Why it matters: Certified financial planners tell Axios that HYSAs aren't dead just because rates are lower. Here's what to consider when deciding how to put your savings to work.
By the numbers: The average HYSA currently pays about a 4% annual percentage yield, compared with near-zero yields on most traditional checking accounts.
- Rate increases led to more consumers breaking up with their banks to switch to higher-yielding accounts, but HYSAs are still underutilized by savers, according to Santander.
- As rates start to come down, the amount of interest earned annually in a HYSA may also come down, which could push savers to find new ways to grow their cash holdings.
What they're saying: While stressing that all finance is personal, most consumers should start by dividing cash into three distinct buckets, Kyle McBrien, CFP at Betterment, tells Axios.
- Checking account: Keep just one month of expenses here for bills and daily purchases.
- High-yield savings: This is for planned major expenses one or two years out — vacations, weddings, tax payments, home renovations or property purchases.
- Emergency fund: This is where some consumers may be inclined to take on more risk, since emergencies are unpredictable and the money could feasibly sit untouched for longer.
Between the lines: How to store your emergency fund depends on your risk tolerance.
- More risk-tolerant: Consider investing part of your emergency fund in a conservative portfolio, one allocated to 70% bonds and 30% stocks, to hedge against inflation while staying relatively low-risk, McBrien says.
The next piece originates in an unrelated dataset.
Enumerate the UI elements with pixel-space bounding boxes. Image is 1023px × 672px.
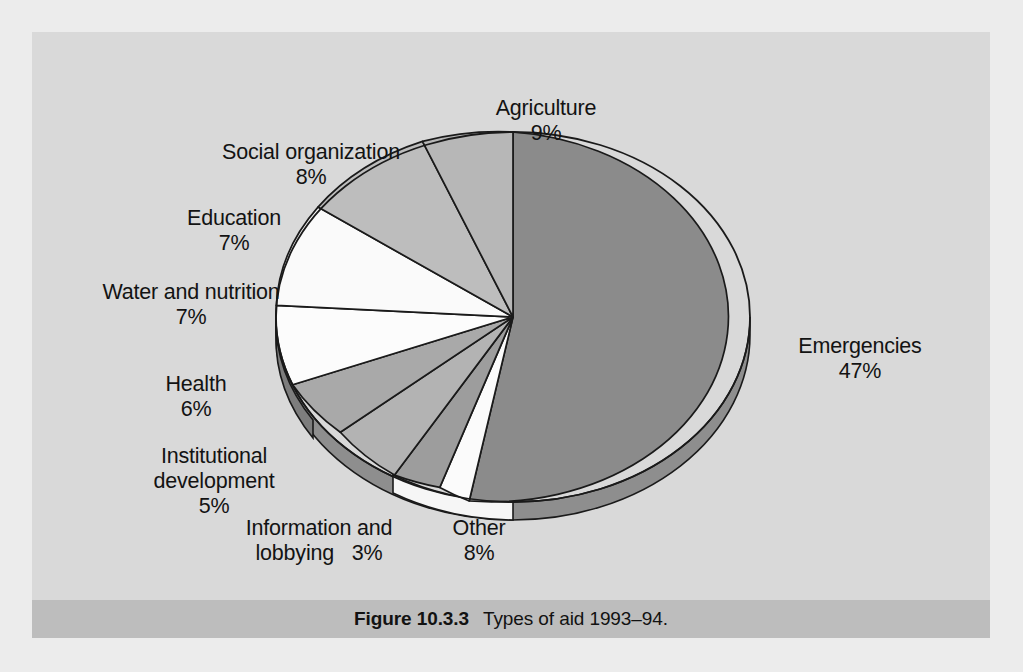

- Less risk-tolerant: Keeping cash in a high-yield savings account is still a solid strategy, especially for near-term expenses, he adds, saying that he plans to keep his HYSA even as the Fed cuts rates and these accounts are far from dead.
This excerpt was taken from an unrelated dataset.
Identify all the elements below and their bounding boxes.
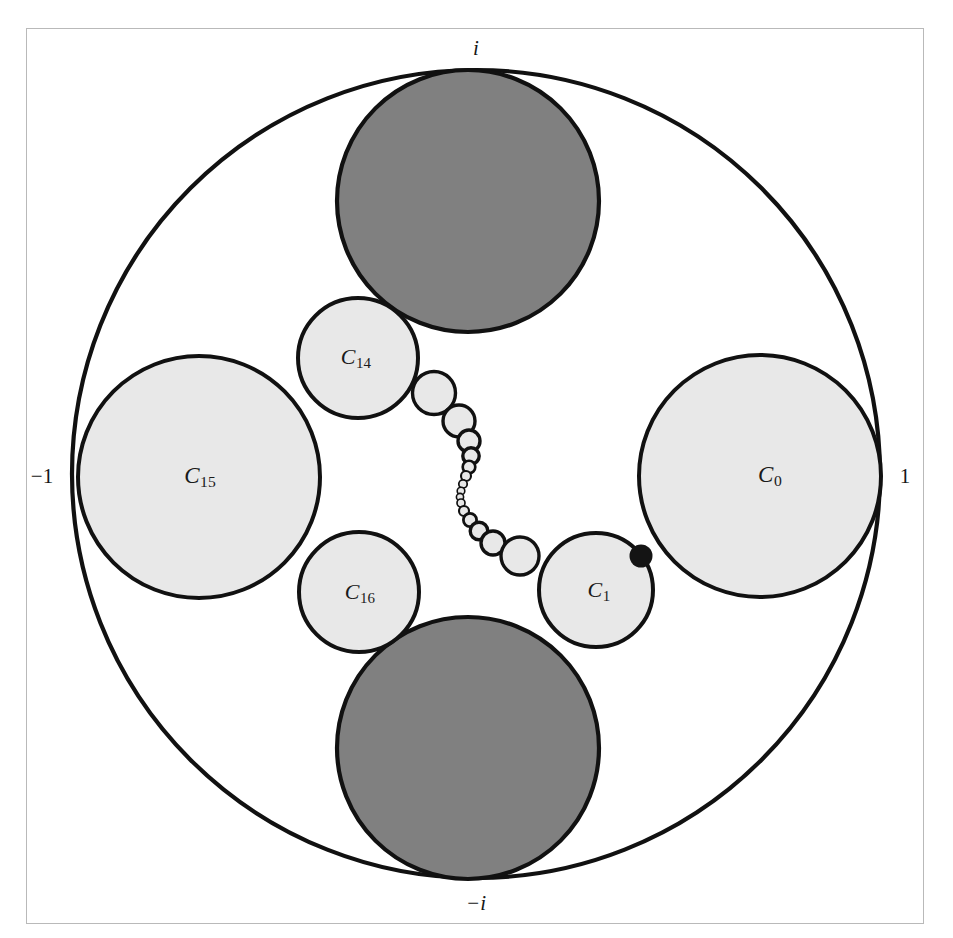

The bottom line: This is specific to cash holdings for investors and is not a recommendation for long-term investing.
Threat level: "I work with clients who have all of their emergency savings in a low-risk portfolio, other clients who keep everything in cash because they're terrified of the market," McBrien says.
- "What are you more afraid of? Are you more afraid of inflation eating into your money, or are you more afraid of the markets eating into your money?"